New SCARABEUS paper discusses the benefits brought about by the utilization of Carbon Dioxide mixtures in supercritical power cycles applied to Concentrated Solar Power plants
The SCARABEUS consortium (University of Seville, University of Brescia, Politecnico di Milano and LEAP) has just published in Energy journal their recent research in the area of cycle performance. This research paper provides a through analysis of the underpinning reasons why the utilization of mixtures enables higher maximum (thermal) efficiency and it also reveals the best combinations of cycle layout and working fluid composition.
The paper, whose abstract is pasted below, is now available in Open Access on the publisher’s website (link). Check it out now!
The present paper explores the utilisation of dopants to increase the critical temperature of Carbon Dioxide (sCO2) as a solution towards maintaining the high thermal efficiencies of sCO2 cycles even when ambient temperatures compromise their feasibility. To this end, the impact of adopting CO2-based mixtures on the performance of power blocks representative of Concentrated Solar Power plants is explored, considering two possible dopants: hexafluorobenzene (C6F6) and titanium tetrachloride (TiCl4). The analysis is applied to a well-known cycle -Recuperated Rankine- and a less common layout -Precompression-. The latter is found capable of fully exploiting the interesting features of these non-conventional working fluids, enabling thermal efficiencies up to 2.3% higher than the simple recuperative configuration. Different scenarios for maximum cycle pressure (250–300 bar), turbine inlet temperature (550–700ºC) and working fluid composition (10–25% molar fraction of dopant) are considered. The results in this work show that CO2-blends with 15–25%(v) of the cited dopants enable efficiencies well in excess of 50% for minimum cycle temperatures as high as 50ºC. To verify this potential gain, the most representative pure sCO2 cycles have been optimised at two minimum cycle temperatures (32ºC and 50ºC), proving the superiority of the proposed blended technology in high ambient temperature applications.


Exercise prompt ::
When you copy the data, keep every line exactly as written and skip the pictures.

═══ Raw data

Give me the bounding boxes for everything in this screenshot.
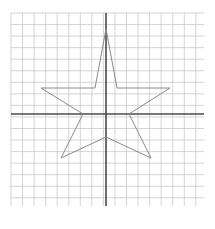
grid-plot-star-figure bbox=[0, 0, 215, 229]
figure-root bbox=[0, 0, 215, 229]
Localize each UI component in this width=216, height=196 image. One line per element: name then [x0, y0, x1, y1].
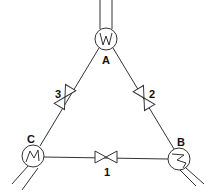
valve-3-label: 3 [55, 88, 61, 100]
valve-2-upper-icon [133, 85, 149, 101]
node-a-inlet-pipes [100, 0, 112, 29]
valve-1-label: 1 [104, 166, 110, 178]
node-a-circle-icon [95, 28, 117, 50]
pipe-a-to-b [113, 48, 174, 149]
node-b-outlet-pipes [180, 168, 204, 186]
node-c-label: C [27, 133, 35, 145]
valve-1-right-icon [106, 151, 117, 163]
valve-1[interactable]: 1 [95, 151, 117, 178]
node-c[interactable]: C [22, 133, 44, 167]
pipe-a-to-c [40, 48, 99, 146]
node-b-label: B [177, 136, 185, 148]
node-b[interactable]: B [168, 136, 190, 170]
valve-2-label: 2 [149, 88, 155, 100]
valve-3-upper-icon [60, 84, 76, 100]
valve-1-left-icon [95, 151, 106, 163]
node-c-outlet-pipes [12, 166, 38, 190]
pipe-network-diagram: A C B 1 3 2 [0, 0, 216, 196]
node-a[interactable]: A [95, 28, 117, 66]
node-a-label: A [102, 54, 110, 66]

══════

Solution for this task ::
Give me the bounding boxes for everything in this screenshot.
grid-plot-star-figure bbox=[0, 0, 215, 229]
figure-root bbox=[0, 0, 215, 229]
Localize each UI component in this width=216, height=196 image. One line per element: name then [x0, y0, x1, y1].
valve-3-label: 3 [55, 88, 61, 100]
valve-2-upper-icon [133, 85, 149, 101]
node-a-inlet-pipes [100, 0, 112, 29]
valve-1-label: 1 [104, 166, 110, 178]
node-a-circle-icon [95, 28, 117, 50]
pipe-a-to-b [113, 48, 174, 149]
node-b-outlet-pipes [180, 168, 204, 186]
node-c-label: C [27, 133, 35, 145]
valve-1-right-icon [106, 151, 117, 163]
valve-1[interactable]: 1 [95, 151, 117, 178]
node-c[interactable]: C [22, 133, 44, 167]
pipe-a-to-c [40, 48, 99, 146]
node-b-label: B [177, 136, 185, 148]
node-b[interactable]: B [168, 136, 190, 170]
valve-2-label: 2 [149, 88, 155, 100]
valve-3-upper-icon [60, 84, 76, 100]
valve-1-left-icon [95, 151, 106, 163]
node-c-outlet-pipes [12, 166, 38, 190]
pipe-network-diagram: A C B 1 3 2 [0, 0, 216, 196]
node-a[interactable]: A [95, 28, 117, 66]
node-a-label: A [102, 54, 110, 66]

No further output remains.